Iranian passenger flight incident is a grim echo of the 1988 US takedown of an airplane


TEHRAN, Iran – For some Iranians, it offered a grim echo of an accidental takedown of US forces more than 30 years ago.

The details of the interaction on Thursday night are in dispute. Iranian state media reported that two American fighter jets approached an Iranian plane, forcing its pilot to quickly change altitude, a move that left at least two passengers injured.

However, a spokesman for the United States Central Command said in a statement that a single F-15 fighter jet had conducted a “visual inspection” of the plane at a “safe distance” before flying.

Close-up of a passenger sitting by the window with blood on his face in a screenshot of images allegedly taken by a reporter for Iranian state television.IRIB through The Associated Press

For some, the incident recalled the July 3 shooting down of Iran Air Flight 655 by the US Navy, which remains one of the moments when the Iranian government signals its US mistrust during decades.

“It was almost a failure,” Habib Abdolhossein, an Iranian doctoral student, told NBC News by phone. “But there is no guarantee that passengers will be lucky next time and will not share the fate of those aboard Flight 655,” he said.

The 1988 attack on the Iran Air flight came in the midst of the so-called Oil Tanker War which saw US forces patrol shipping channels in the Persian Gulf to protect Kuwaiti oil tankers, while the paramilitary Revolutionary Guard of Iran often harassed or invaded incoming ships with smaller ships.

The tactic is still deployed today in the Straits of Hormuz Strait, where 20 percent of world oil passes.

As part of a then-twice-weekly route conducted by the airline for over 20 years, Iran Air Flight 655 took off from Bandar Abbas, Iran, heading for Dubai in the United Arab Emirates.

The USS Vincennes mistaken it for an Iranian F-14 fighter jet, despite having state-of-the-art combat equipment at the time.

The United States says the Navy made 11 radio warning calls on different frequencies before the Vincennes fired two missiles at the plane, shooting it down and killing all 290 on board, 66 of whom were babies and children.

Iran would eventually sue the US, reaching a $ 131.8 million settlement, though Captain William C. Rogers of the USS Vincennes would later receive the Legion of Merit award, further angering Tehran.

Noting that the flight was shot down “towards the end of the Iran-Iraq war, when the Reagan administration supported the Iraqi dictator Saddam Hussein who invaded Iran in 1980”, Arshin Adib-Moghaddam, professor of global thought and comparative philosophy at SOAS University Londoner told NBC News by email that “it remains a national trauma for many Iranians, and is commemorated as such every year.”

In subsequent years, state television in the Middle East country broadcast live images on the anniversary of mourners crying from boats at the place where the plane sank, throwing flowers into the warm waters of the Persian Gulf.

“I think it is pretty clear that the Iranians believe that the United States does not care about the lives of innocent people,” Seyed Mohammad Marandi, a professor at Tehran University, told NBC News by text message, pointing to recent United States sanctions United against Iran

The “threat from a civilian airliner” would only increase Iranians’ hostility to the United States, similar to the anger felt in 1988, he said.

“Even in this recent incident, they try to blame us,” he added. “That leads to the depth of this anger.”

Iranian politicians have also complained about the incident.

“United States government terrorism continues in the skies, land and sea,” Culture Minister Seyyed Abbas Salehi wrote Friday.

While the Iranian president has yet to address the latest incident, he made reference to Flight 655 after a U.S. drone attack killed prominent Iranian General Qassem Soleimani in January.

Criticizing the comments of the President of the United States, Donald Trump, who said that if Iran retaliated for the murder of Soleimani, the American forces had chosen 52 targets to be attacked in Iran, one for each hostage held after the inauguration of the United States Embassy in 1979: Iranian President Hassan Rouhani tweeted: Those referring to number 52 should also remember number 290. # IR655 “.

Shortly thereafter, in January, Iran admitted that it unintentionally shot down a Ukrainian passenger plane hours after launching ballistic missiles at Iraqi bases that host US troops, blaming “human error” for the “great tragedy” that killed the 176 people on board. .

Amin Hossein Khodadadi reported from Tehran and Isobel van Hagen from London.

Associated Press contributed to this report.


EXERCISE
Write out exactly the lines between the line containing "is (384, 781)." and the end of the records, counting both ends, and leave out all pictures.

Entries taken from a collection
+ + + + +

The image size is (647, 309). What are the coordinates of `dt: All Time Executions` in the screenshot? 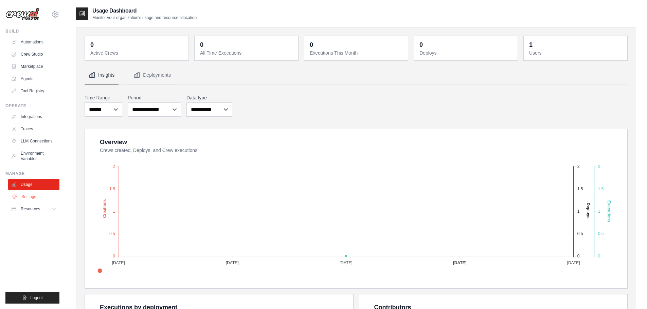 It's located at (247, 53).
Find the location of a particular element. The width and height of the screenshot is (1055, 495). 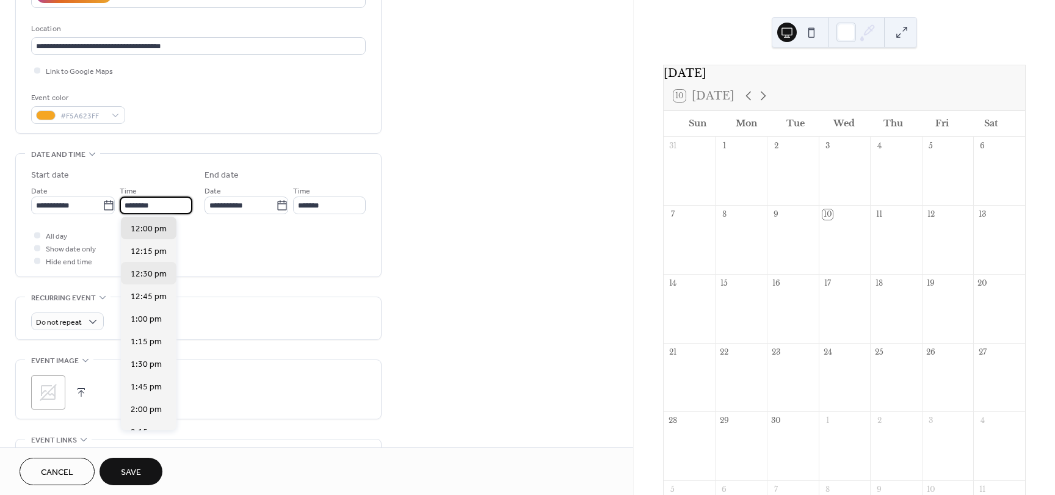

div: 26 is located at coordinates (930, 352).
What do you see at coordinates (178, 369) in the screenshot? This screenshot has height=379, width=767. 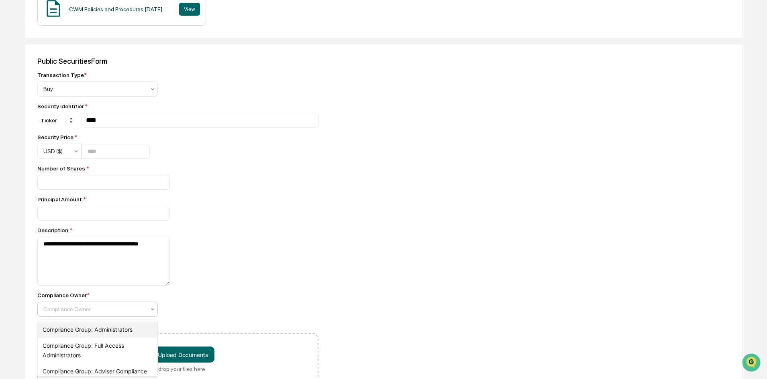 I see `div: Or drop your files here` at bounding box center [178, 369].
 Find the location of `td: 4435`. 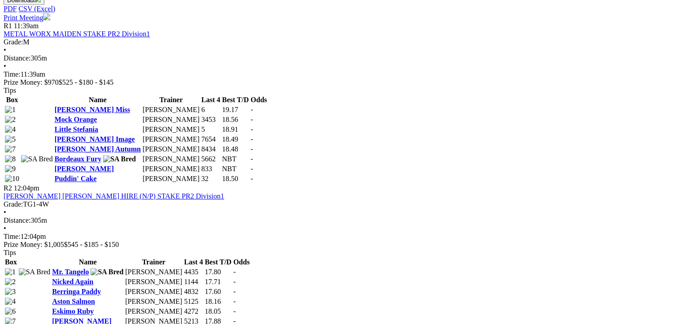

td: 4435 is located at coordinates (194, 272).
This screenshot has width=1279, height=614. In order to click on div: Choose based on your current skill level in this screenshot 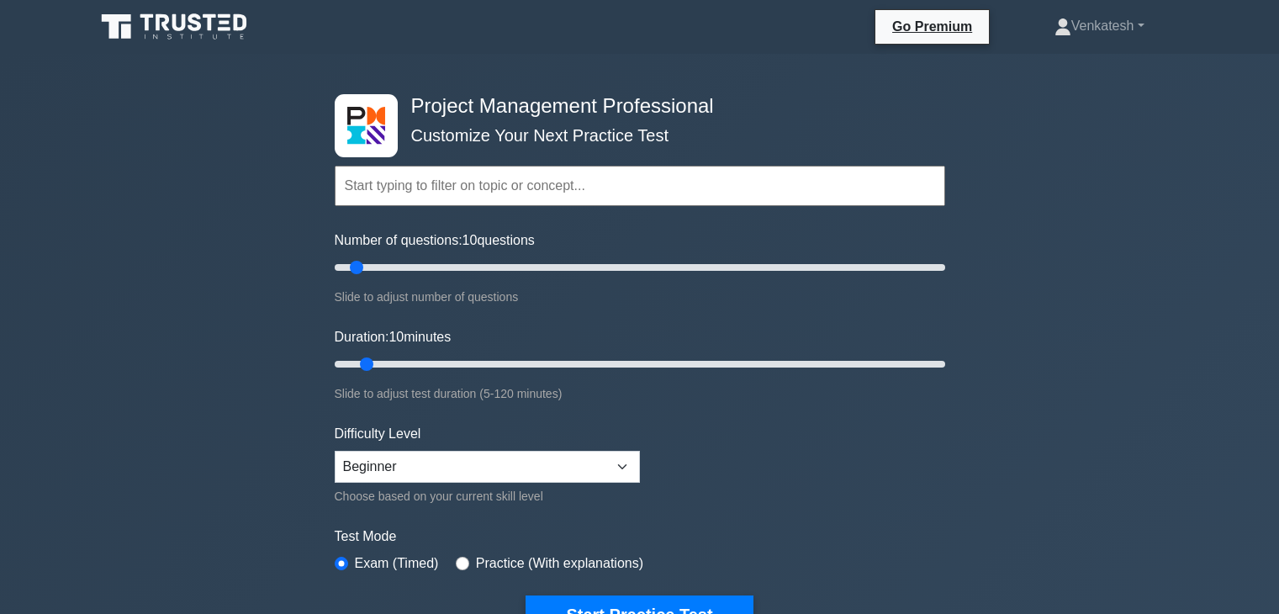, I will do `click(487, 496)`.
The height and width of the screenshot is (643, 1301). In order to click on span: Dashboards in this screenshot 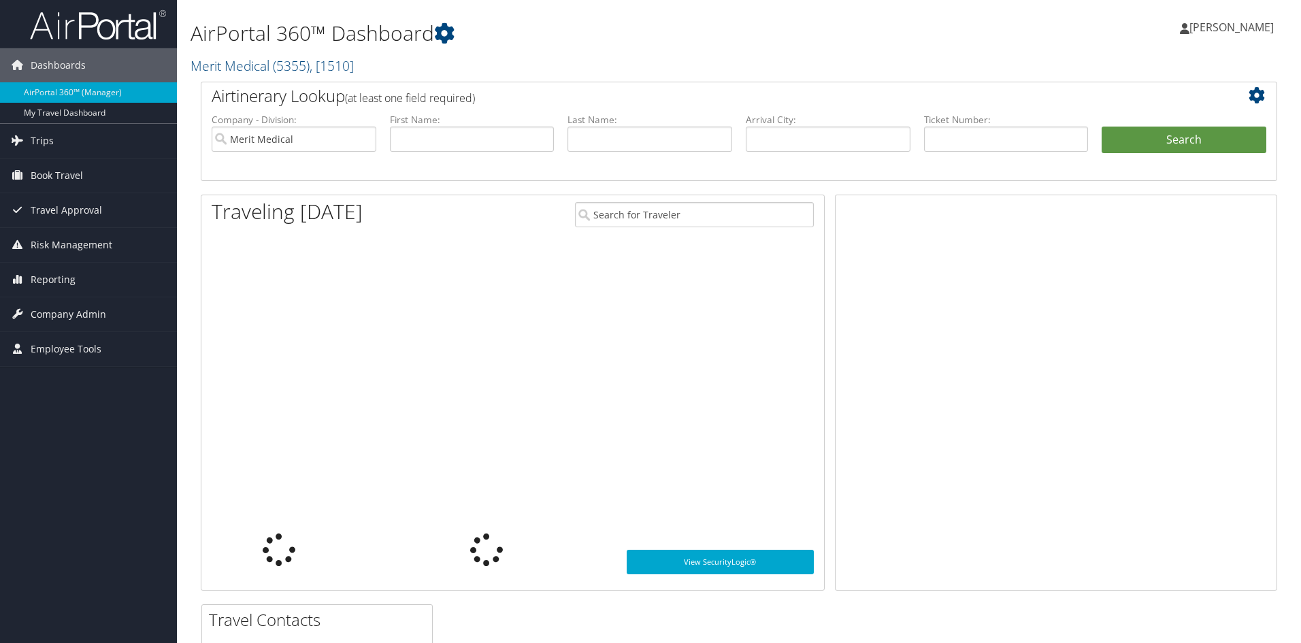, I will do `click(58, 65)`.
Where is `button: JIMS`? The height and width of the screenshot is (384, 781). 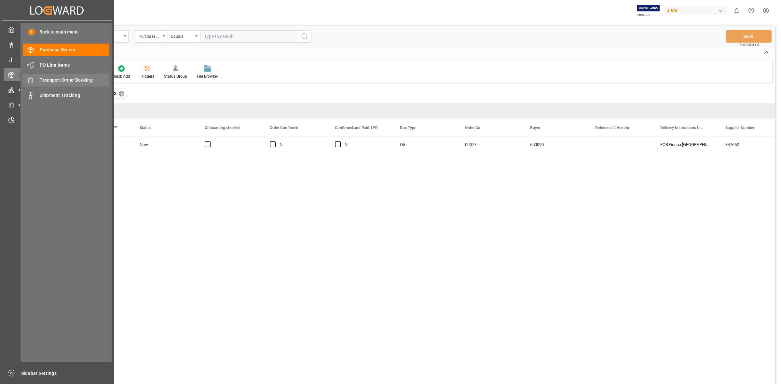
button: JIMS is located at coordinates (696, 10).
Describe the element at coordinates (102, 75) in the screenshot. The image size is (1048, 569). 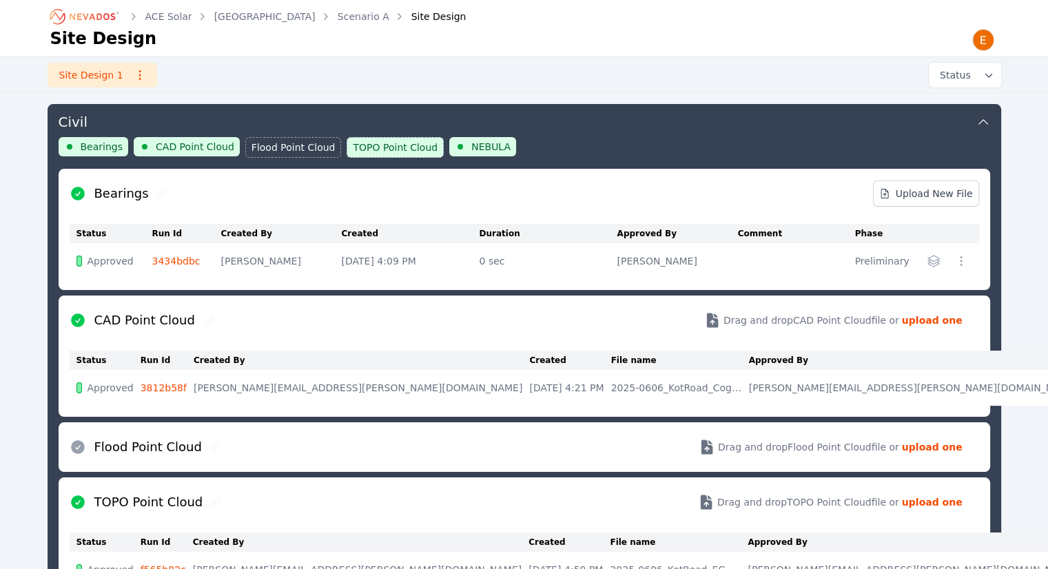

+ + + + +

SOLUTION FOR THIS TASK
Where is `button: JIMS`? The height and width of the screenshot is (384, 781). 
button: JIMS is located at coordinates (696, 10).
Describe the element at coordinates (102, 75) in the screenshot. The image size is (1048, 569). 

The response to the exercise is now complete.